Amazon’s iRobot deal would give it maps inside millions of homes

After decades of create war machines and home cleaning appliancesiRobot has agreed to be acquired by Amazon for $1.7 billion, according to a joint statement by both companies. If the deal goes through, it would give Amazon access to another source of personal data: interior maps of Roomba owners’ homes.

iRobot debuted building robots for the US military, but 20 years ago consumer vacuum cleaners were added to the mix. (It spun off the defense business altogether in 2016.) These Roombas operate in part by using sensors to map the homes in which they operate. In a 2017 Reuters interviewiRobot CEO Colin Angle has suggested that the company could one day share this data with tech companies developing smart home devices and AI assistants.

Combined with other recent acquisition targets, Amazon could end up with full insight into what’s going on inside people’s homes. The e-commerce giant has acquired a video doorbell company Ring in 2018 and Wi-Fi router manufacturer Eero one year later. Speakers and other devices with AI assistant Alexa can now control thousands of smart home devices, including Roomba vacuums. And Amazon plans to acquire primary care chain One Medical in a $3.49 billion all-cash deal, which, if approved, would put the health data of millions of people under its purview. keep.

“People tend to think of Amazon as an online retail company, but in reality, Amazon is a surveillance company. That’s the core of its business model, and that’s what drives its monopoly power and its profits,” says Evan Greer, director of the nonprofit digital rights organization Fight for the Future. “Amazon wants to have its hands everywhere, and the acquisition of a business that relies heavily on mapping the people’s homes seems like a natural extension of the surveillance reach Amazon already has.”

Amazon declined to answer questions about how it would use iRobot data, but company spokeswoman Alexandra Miller provided a statement saying the company had been a good handler of customer information. “Customer trust is something we have worked hard to earn – and work hard to keep – every day,” the statement said.

Amazon has a track record of manufacturing or acquiring technology that makes people concerned about data privacy uncomfortable. In 2020, Amazon launched a home security droneand last month Ring, a company that has partnered with thousands of police and fire departmentsadmitted to sharing personal video footage with law enforcement without warrant. If law enforcement or governments demand access, so much data about people in the hands of a single company threatens to be a single point of failure for democracy and human rights, says Rig.

The company already has its own home robot, Astro, which he introduced last fall. At the time, Amazon’s senior vice president of devices and services, David Limp, said the company launched the robot without a defined use case. In an interview with WIRED in June, Amazon vice president of consumer robotics Ken Washington said the initial focus was on home surveillance and security.

Astro is currently only available by invitation. Washington declined to share the number of Astros in people’s homes today or when Astro will be made generally available. Since launch, Amazon has pushed an update to Astro that lets people add rooms to a house map without needing to remap an entire house.

Amazon’s home robots are currently unable to coordinate activity between multiple units, but Washington said climbing stairs and coordination between Astros on multiple floors is part of the product development roadmap. Rather than hoping for Astro to attract a mass audience, acquiring iRobot would give Amazon an instant home-mapping presence at scale.

It’s too early to tell, but the deal could come under scrutiny by the Federal Trade Commission. Privacy advocates have already spoken out in their opposition, and FTC Chairwoman Lina Khan has sharply criticized acquisitions by big tech companies. The five-member commission cemented a 3-2 Democratic majority in May. And Khan herself has made herself known in particular after a Yale Law Journal article that reinvented antitrust law, with Amazon as its focal point.

Even without bringing iRobot into the fold, there are few aspects of people’s lives that Amazon doesn’t have access to. It already tracks intimate details like what people eat, buy, watch, read, and the prescription drugs they take. Soon he might also know every inch of their home.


● **What the task asks**
Count the lines below that hold the string "RECENT". Give only that number.

*** Exercise input ***

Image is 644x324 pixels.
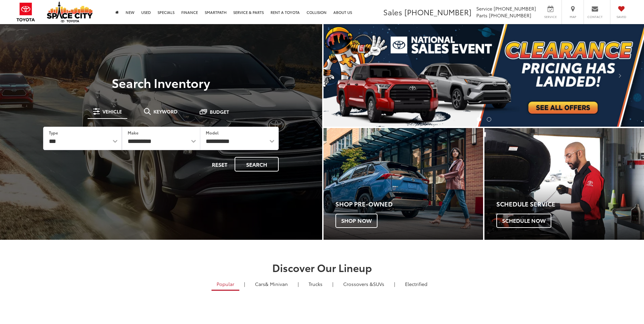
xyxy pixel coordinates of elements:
[324,128,483,240] div: Toyota
[484,128,644,240] a: Schedule Service Schedule Now
[493,5,536,12] span: [PHONE_NUMBER]
[128,130,139,136] label: Make
[336,200,483,208] h4: Shop Pre-Owned
[47,1,92,22] img: Space City Toyota
[206,130,219,136] label: Model
[476,12,488,19] span: Parts
[392,280,397,287] li: |
[496,213,551,228] span: Schedule Now
[49,130,58,136] label: Type
[235,157,279,172] button: Search
[484,128,644,240] div: Toyota
[338,278,389,289] a: SUVs
[343,280,373,287] span: Crossovers &
[400,278,432,289] a: Electrified
[153,109,177,114] span: Keyword
[28,76,294,89] h3: Search Inventory
[324,38,372,113] button: Click to view previous picture.
[206,157,233,172] button: Reset
[476,117,481,121] li: Go to slide number 1.
[383,7,402,17] span: Sales
[324,128,483,240] a: Shop Pre-Owned Shop Now
[596,38,644,113] button: Click to view next picture.
[489,12,531,19] span: [PHONE_NUMBER]
[614,15,628,19] span: Saved
[304,278,328,289] a: Trucks
[83,262,561,273] h2: Discover Our Lineup
[476,5,492,12] span: Service
[487,117,491,121] li: Go to slide number 2.
[565,15,580,19] span: Map
[103,109,122,114] span: Vehicle
[210,109,229,114] span: Budget
[212,278,239,291] a: Popular
[265,280,288,287] span: & Minivan
[587,15,603,19] span: Contact
[250,278,293,289] a: Cars
[242,280,247,287] li: |
[404,7,472,17] span: [PHONE_NUMBER]
[496,200,644,208] h4: Schedule Service
[543,15,558,19] span: Service
[296,280,300,287] li: |
[336,213,377,228] span: Shop Now
[331,280,335,287] li: |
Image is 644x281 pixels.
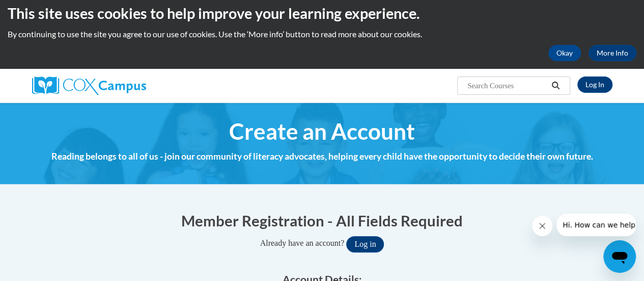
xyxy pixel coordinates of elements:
span: Create an Account [229,117,415,145]
h1: Member Registration - All Fields Required [32,211,612,231]
iframe: Message from company [557,214,636,236]
iframe: Close message [532,216,553,236]
button: Log in [346,236,384,253]
p: By continuing to use the site you agree to our use of cookies. Use the ‘More info’ button to read... [7,29,637,40]
img: Cox Campus [32,77,146,95]
a: Log In [577,77,612,93]
a: More Info [589,45,637,61]
span: Hi. How can we help? [6,7,82,15]
input: Search Courses [466,80,548,92]
iframe: Button to launch messaging window [603,240,636,273]
button: Search [548,80,564,92]
h2: This site uses cookies to help improve your learning experience. [7,3,637,23]
h4: Reading belongs to all of us - join our community of literacy advocates, helping every child have... [32,150,612,164]
span: Already have an account? [261,239,345,248]
button: Okay [548,45,581,61]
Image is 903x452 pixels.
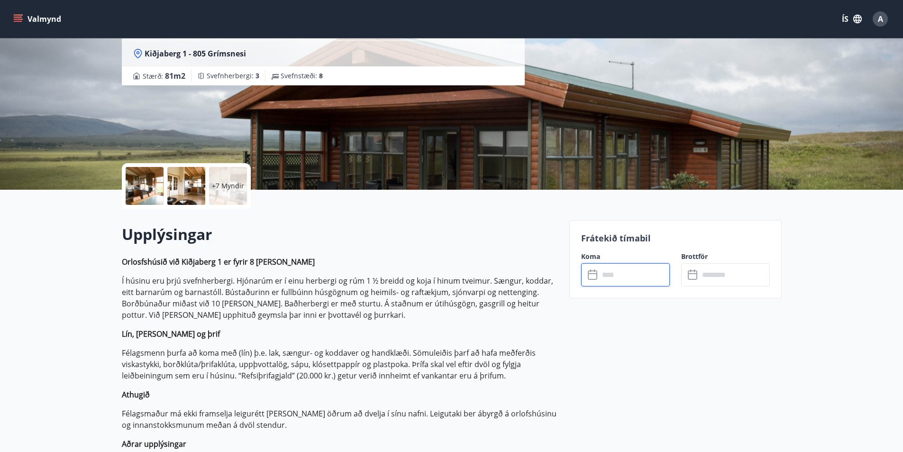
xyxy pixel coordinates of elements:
button: ÍS [837,10,867,28]
span: 8 [319,71,323,80]
strong: Lín, [PERSON_NAME] og þrif [122,329,220,339]
strong: Athugið [122,389,150,400]
span: Svefnherbergi : [207,71,259,81]
strong: Orlosfshúsið við Kiðjaberg 1 er fyrir 8 [PERSON_NAME] [122,257,315,267]
strong: Aðrar upplýsingar [122,439,186,449]
span: 81 m2 [165,71,185,81]
h2: Upplýsingar [122,224,558,245]
span: Stærð : [143,70,185,82]
p: Félagsmenn þurfa að koma með (lín) þ.e. lak, sængur- og koddaver og handklæði. Sömuleiðis þarf að... [122,347,558,381]
p: Í húsinu eru þrjú svefnherbergi. Hjónarúm er í einu herbergi og rúm 1 ½ breidd og koja í hinum tv... [122,275,558,321]
span: Svefnstæði : [281,71,323,81]
span: 3 [256,71,259,80]
label: Brottför [681,252,770,261]
span: A [878,14,883,24]
p: Félagsmaður má ekki framselja leigurétt [PERSON_NAME] öðrum að dvelja í sínu nafni. Leigutaki ber... [122,408,558,431]
p: +7 Myndir [212,181,244,191]
span: Kiðjaberg 1 - 805 Grímsnesi [145,48,246,59]
label: Koma [581,252,670,261]
button: A [869,8,892,30]
button: menu [11,10,65,28]
p: Frátekið tímabil [581,232,770,244]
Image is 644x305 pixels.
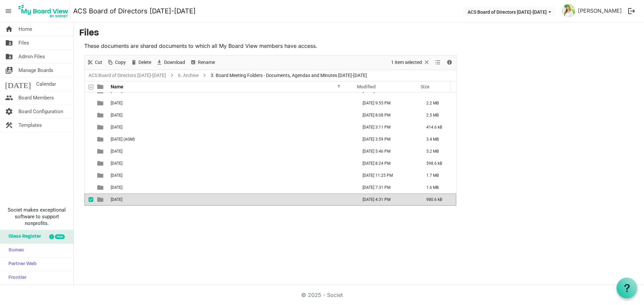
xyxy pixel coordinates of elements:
[445,58,454,67] button: Details
[5,244,24,257] span: Sumac
[18,50,45,64] span: Admin Files
[419,121,456,133] td: 414.6 kB is template cell column header Size
[463,7,555,17] button: ACS Board of Directors 2024-2025 dropdownbutton
[419,158,456,170] td: 598.6 kB is template cell column header Size
[111,125,123,130] span: [DATE]
[575,4,624,17] a: [PERSON_NAME]
[390,58,431,67] button: Selection
[5,22,13,36] span: home
[419,97,456,109] td: 2.2 MB is template cell column header Size
[188,56,217,70] div: Rename
[85,133,93,146] td: checkbox
[93,109,109,121] td: is template cell column header type
[5,91,13,105] span: people
[357,84,376,90] span: Modified
[355,170,419,182] td: November 21, 2023 11:25 PM column header Modified
[111,84,123,90] span: Name
[109,158,355,170] td: May 23 2024 is template cell column header Name
[109,146,355,158] td: March 28 2024 is template cell column header Name
[561,4,575,17] img: P1o51ie7xrVY5UL7ARWEW2r7gNC2P9H9vlLPs2zch7fLSXidsvLolGPwwA3uyx8AkiPPL2cfIerVbTx3yTZ2nQ_thumb.png
[85,97,93,109] td: checkbox
[86,58,104,67] button: Cut
[79,28,638,39] h3: Files
[109,182,355,194] td: October 26 2023 is template cell column header Name
[420,84,430,90] span: Size
[93,158,109,170] td: is template cell column header type
[93,182,109,194] td: is template cell column header type
[93,146,109,158] td: is template cell column header type
[111,161,123,166] span: [DATE]
[355,133,419,146] td: July 10, 2024 3:59 PM column header Modified
[419,133,456,146] td: 3.4 MB is template cell column header Size
[432,56,444,70] div: View
[84,42,456,50] p: These documents are shared documents to which all My Board View members have access.
[355,97,419,109] td: February 29, 2024 9:55 PM column header Modified
[36,78,56,91] span: Calendar
[419,146,456,158] td: 5.2 MB is template cell column header Size
[93,170,109,182] td: is template cell column header type
[111,113,123,118] span: [DATE]
[177,71,200,80] a: 6. Archive
[5,105,13,118] span: settings
[355,158,419,170] td: May 23, 2024 8:24 PM column header Modified
[209,71,368,80] span: 3. Board Meeting Folders - Documents, Agendas and Minutes [DATE]-[DATE]
[93,121,109,133] td: is template cell column header type
[388,56,432,70] div: Clear selection
[109,170,355,182] td: November 23 2023 is template cell column header Name
[109,97,355,109] td: February 29 2024 is template cell column header Name
[94,58,103,67] span: Cut
[155,58,186,67] button: Download
[109,194,355,206] td: September 28 2023 is template cell column header Name
[93,97,109,109] td: is template cell column header type
[106,58,127,67] button: Copy
[5,119,13,132] span: construction
[355,194,419,206] td: September 28, 2023 4:31 PM column header Modified
[5,64,13,77] span: switch_account
[109,133,355,146] td: June 27 2024 (AGM) is template cell column header Name
[85,121,93,133] td: checkbox
[111,149,123,154] span: [DATE]
[73,4,195,18] a: ACS Board of Directors [DATE]-[DATE]
[5,50,13,64] span: folder_shared
[111,137,135,142] span: [DATE] (AGM)
[2,4,15,17] span: menu
[17,3,71,20] img: My Board View Logo
[17,3,73,20] a: My Board View Logo
[355,182,419,194] td: October 26, 2023 7:31 PM column header Modified
[130,58,153,67] button: Delete
[85,158,93,170] td: checkbox
[85,170,93,182] td: checkbox
[18,119,42,132] span: Templates
[5,78,31,91] span: [DATE]
[18,105,63,118] span: Board Configuration
[128,56,154,70] div: Delete
[109,121,355,133] td: June 26 2023 is template cell column header Name
[93,133,109,146] td: is template cell column header type
[85,146,93,158] td: checkbox
[624,4,638,18] button: logout
[85,109,93,121] td: checkbox
[87,71,167,80] a: ACS Board of Directors [DATE]-[DATE]
[3,207,71,227] span: Societ makes exceptional software to support nonprofits.
[5,271,27,285] span: Frontier
[5,258,36,271] span: Partner Web
[419,170,456,182] td: 1.7 MB is template cell column header Size
[419,194,456,206] td: 980.6 kB is template cell column header Size
[163,58,186,67] span: Download
[5,36,13,50] span: folder_shared
[111,89,123,93] span: [DATE]
[355,121,419,133] td: September 27, 2023 3:11 PM column header Modified
[301,292,343,299] a: © 2025 - Societ
[390,58,423,67] span: 1 item selected
[109,109,355,121] td: January 25 2024 is template cell column header Name
[444,56,455,70] div: Details
[18,36,29,50] span: Files
[55,234,65,240] div: new
[434,58,442,67] button: View dropdownbutton
[154,56,188,70] div: Download
[355,146,419,158] td: March 28, 2024 5:46 PM column header Modified
[111,173,123,178] span: [DATE]
[85,194,93,206] td: checkbox
[18,22,32,36] span: Home
[93,194,109,206] td: is template cell column header type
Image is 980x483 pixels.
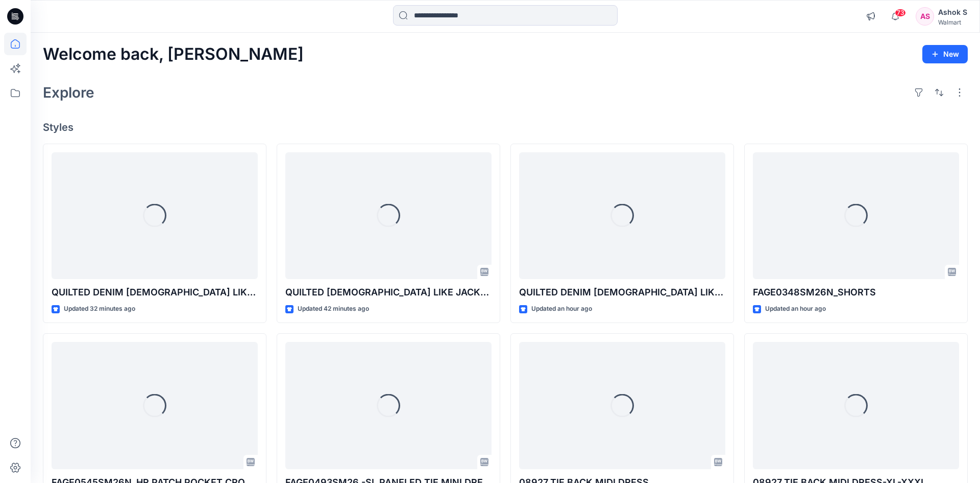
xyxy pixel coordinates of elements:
[519,285,725,299] p: QUILTED DENIM [DEMOGRAPHIC_DATA] LIKE JACKET
[285,285,491,299] p: QUILTED [DEMOGRAPHIC_DATA] LIKE JACKET
[895,9,906,17] span: 73
[43,85,94,101] h2: Explore
[752,285,959,299] p: FAGE0348SM26N_SHORTS
[922,45,967,63] button: New
[938,19,967,26] div: Walmart
[43,121,967,134] h4: Styles
[43,45,304,64] h2: Welcome back, [PERSON_NAME]
[297,303,369,314] p: Updated 42 minutes ago
[916,7,934,25] div: AS
[52,285,258,299] p: QUILTED DENIM [DEMOGRAPHIC_DATA] LIKE JACKET-XS-L
[64,303,135,314] p: Updated 32 minutes ago
[765,303,826,314] p: Updated an hour ago
[938,6,967,19] div: Ashok S
[532,303,592,314] p: Updated an hour ago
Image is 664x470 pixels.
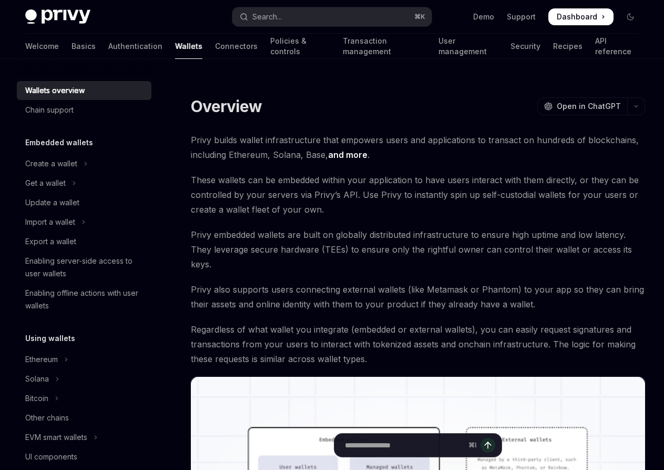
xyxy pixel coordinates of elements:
button: Open search [232,7,431,26]
a: and more [328,149,368,160]
a: Transaction management [343,34,426,59]
button: Toggle Import a wallet section [17,212,151,231]
a: Demo [473,12,494,22]
a: Wallets overview [17,81,151,100]
div: Wallets overview [25,84,85,97]
h1: Overview [191,97,262,116]
div: Enabling server-side access to user wallets [25,255,145,280]
a: Wallets [175,34,202,59]
a: Connectors [215,34,258,59]
button: Toggle Ethereum section [17,350,151,369]
div: Other chains [25,411,69,424]
div: EVM smart wallets [25,431,87,443]
button: Toggle Solana section [17,369,151,388]
button: Toggle Get a wallet section [17,174,151,192]
div: Import a wallet [25,216,75,228]
div: UI components [25,450,77,463]
img: dark logo [25,9,90,24]
div: Create a wallet [25,157,77,170]
button: Send message [481,437,495,452]
a: API reference [595,34,639,59]
span: These wallets can be embedded within your application to have users interact with them directly, ... [191,172,645,217]
div: Bitcoin [25,392,48,404]
a: Other chains [17,408,151,427]
a: Chain support [17,100,151,119]
a: User management [439,34,497,59]
span: Open in ChatGPT [557,101,621,111]
span: Privy embedded wallets are built on globally distributed infrastructure to ensure high uptime and... [191,227,645,271]
button: Toggle EVM smart wallets section [17,428,151,446]
a: Support [507,12,536,22]
h5: Using wallets [25,332,75,344]
span: ⌘ K [414,13,425,21]
a: Security [511,34,541,59]
a: Policies & controls [270,34,330,59]
div: Solana [25,372,49,385]
a: Enabling server-side access to user wallets [17,251,151,283]
div: Chain support [25,104,74,116]
a: Dashboard [548,8,614,25]
input: Ask a question... [345,433,464,456]
button: Open in ChatGPT [537,97,627,115]
div: Get a wallet [25,177,66,189]
span: Regardless of what wallet you integrate (embedded or external wallets), you can easily request si... [191,322,645,366]
span: Privy also supports users connecting external wallets (like Metamask or Phantom) to your app so t... [191,282,645,311]
span: Privy builds wallet infrastructure that empowers users and applications to transact on hundreds o... [191,133,645,162]
button: Toggle dark mode [622,8,639,25]
a: Export a wallet [17,232,151,251]
div: Search... [252,11,282,23]
a: Basics [72,34,96,59]
span: Dashboard [557,12,597,22]
div: Update a wallet [25,196,79,209]
button: Toggle Create a wallet section [17,154,151,173]
a: UI components [17,447,151,466]
a: Authentication [108,34,162,59]
a: Enabling offline actions with user wallets [17,283,151,315]
button: Toggle Bitcoin section [17,389,151,408]
a: Welcome [25,34,59,59]
h5: Embedded wallets [25,136,93,149]
a: Update a wallet [17,193,151,212]
div: Enabling offline actions with user wallets [25,287,145,312]
div: Ethereum [25,353,58,365]
div: Export a wallet [25,235,76,248]
a: Recipes [553,34,583,59]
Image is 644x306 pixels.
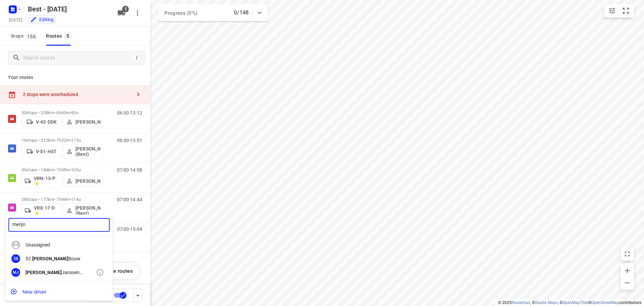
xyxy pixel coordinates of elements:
b: [PERSON_NAME] [32,256,69,261]
div: 5B52.[PERSON_NAME]Bouw [5,252,113,266]
div: Unassigned [5,238,113,252]
div: 52. Bouw [26,256,96,261]
button: New driver [5,285,113,299]
div: Unassigned [26,242,96,247]
div: MJ[PERSON_NAME]Janssen (Best) [5,266,113,279]
div: 5B [11,254,20,263]
div: MJ [11,268,20,277]
div: Janssen (Best) [26,270,96,275]
b: [PERSON_NAME] [26,270,62,275]
input: Assign to... [9,218,109,232]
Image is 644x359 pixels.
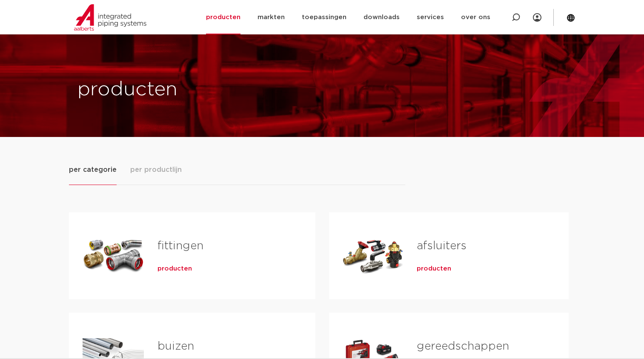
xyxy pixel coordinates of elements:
[158,265,192,274] a: producten
[158,241,203,252] a: fittingen
[417,341,509,352] a: gereedschappen
[417,265,451,274] a: producten
[78,76,318,103] h1: producten
[158,341,195,352] a: buizen
[69,165,117,175] span: per categorie
[130,165,182,175] span: per productlijn
[417,241,467,252] a: afsluiters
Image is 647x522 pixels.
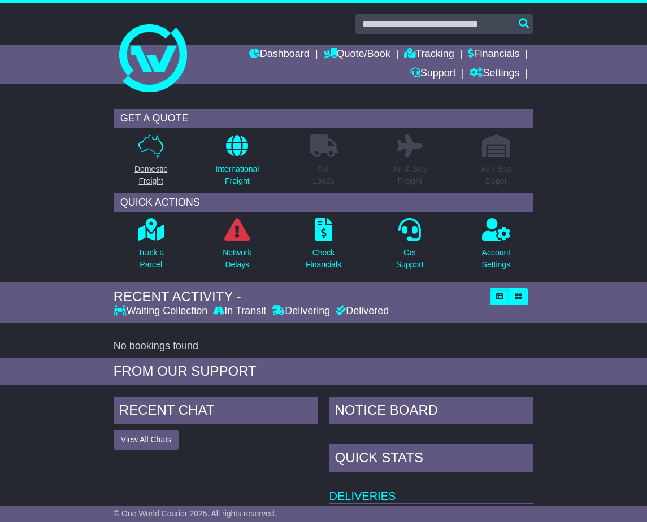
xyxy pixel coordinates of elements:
p: Air & Sea Freight [393,163,427,187]
div: RECENT CHAT [114,397,318,427]
div: GET A QUOTE [114,109,534,128]
a: InternationalFreight [215,134,259,193]
p: Network Delays [223,247,252,271]
a: GetSupport [396,218,425,277]
div: FROM OUR SUPPORT [114,364,534,380]
a: NetworkDelays [222,218,252,277]
a: Dashboard [249,45,310,64]
span: © One World Courier 2025. All rights reserved. [114,509,277,518]
a: CheckFinancials [305,218,342,277]
a: Quote/Book [324,45,391,64]
p: Full Loads [310,163,338,187]
div: Delivering [269,305,333,318]
p: Check Financials [306,247,341,271]
a: Settings [470,64,520,84]
td: Deliveries [329,475,534,504]
div: RECENT ACTIVITY - [114,289,484,305]
a: Support [410,64,456,84]
div: Delivered [333,305,389,318]
div: No bookings found [114,340,534,353]
a: DomesticFreight [134,134,168,193]
div: Waiting Collection [114,305,210,318]
p: Account Settings [482,247,511,271]
button: View All Chats [114,430,179,450]
a: AccountSettings [482,218,512,277]
p: Track a Parcel [138,247,164,271]
div: QUICK ACTIONS [114,193,534,213]
p: International Freight [215,163,259,187]
p: Get Support [396,247,424,271]
div: Quick Stats [329,444,534,475]
div: NOTICE BOARD [329,397,534,427]
div: In Transit [210,305,269,318]
td: Waiting Collection [329,504,477,517]
p: Domestic Freight [135,163,167,187]
a: Tracking [404,45,454,64]
a: Financials [468,45,520,64]
a: Track aParcel [137,218,165,277]
p: Air / Sea Depot [481,163,512,187]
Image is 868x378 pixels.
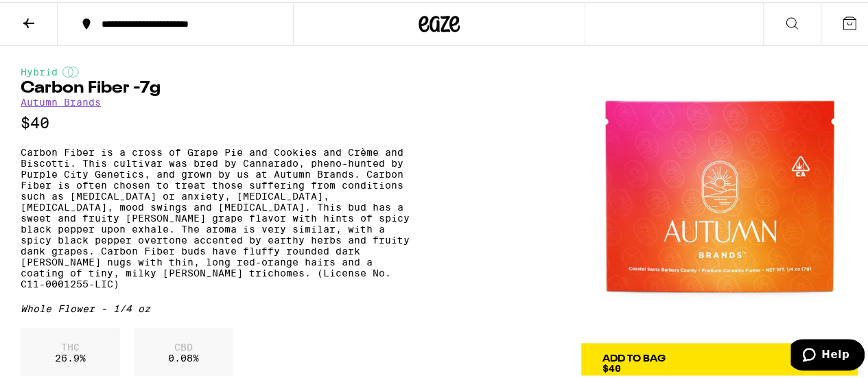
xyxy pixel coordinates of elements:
p: $40 [21,112,416,130]
p: Carbon Fiber is a cross of Grape Pie and Cookies and Crème and Biscotti. This cultivar was bred b... [21,145,416,287]
div: 0.08 % [134,326,233,375]
iframe: Opens a widget where you can find more information [790,337,864,371]
a: Autumn Brands [21,95,101,105]
div: Whole Flower - 1/4 oz [21,301,416,313]
p: THC [55,340,86,351]
h1: Carbon Fiber -7g [21,78,416,95]
div: Add To Bag [601,352,665,361]
img: hybridColor.svg [62,64,79,75]
img: Autumn Brands - Carbon Fiber -7g [581,64,857,341]
span: $40 [601,361,620,372]
div: 26.9 % [21,326,120,375]
p: CBD [168,340,199,351]
div: Hybrid [21,64,416,75]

*** End of Exercise input ***

● **Result**
2